Once you find the line with "The height and" in the entries below, return exactly every line from it through the line with "The width and height of the screenshot is (868, 274).".

SOURCE MATERIAL »
--------------------------------------------------

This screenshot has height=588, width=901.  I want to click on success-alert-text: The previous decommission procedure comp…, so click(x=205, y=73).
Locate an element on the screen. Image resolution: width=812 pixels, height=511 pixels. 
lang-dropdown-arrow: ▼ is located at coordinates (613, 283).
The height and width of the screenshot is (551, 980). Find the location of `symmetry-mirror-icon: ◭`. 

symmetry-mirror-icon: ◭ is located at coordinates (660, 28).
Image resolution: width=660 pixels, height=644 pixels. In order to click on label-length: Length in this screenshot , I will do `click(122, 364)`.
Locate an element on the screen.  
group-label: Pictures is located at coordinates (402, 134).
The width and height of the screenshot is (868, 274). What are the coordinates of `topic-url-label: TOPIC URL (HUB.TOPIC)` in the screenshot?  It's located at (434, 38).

--------------------------------------------------

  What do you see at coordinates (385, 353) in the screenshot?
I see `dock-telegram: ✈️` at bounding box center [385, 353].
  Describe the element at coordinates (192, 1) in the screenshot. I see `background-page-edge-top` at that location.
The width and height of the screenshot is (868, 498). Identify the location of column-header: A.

--------------------------------------------------

RESPONSE BOX »
The height and width of the screenshot is (551, 980). Find the location of `symmetry-mirror-icon: ◭`. 

symmetry-mirror-icon: ◭ is located at coordinates (660, 28).
Image resolution: width=660 pixels, height=644 pixels. In order to click on label-length: Length in this screenshot , I will do `click(122, 364)`.
Locate an element on the screen.  
group-label: Pictures is located at coordinates (402, 134).
The width and height of the screenshot is (868, 274). What are the coordinates of `topic-url-label: TOPIC URL (HUB.TOPIC)` in the screenshot?  It's located at (434, 38).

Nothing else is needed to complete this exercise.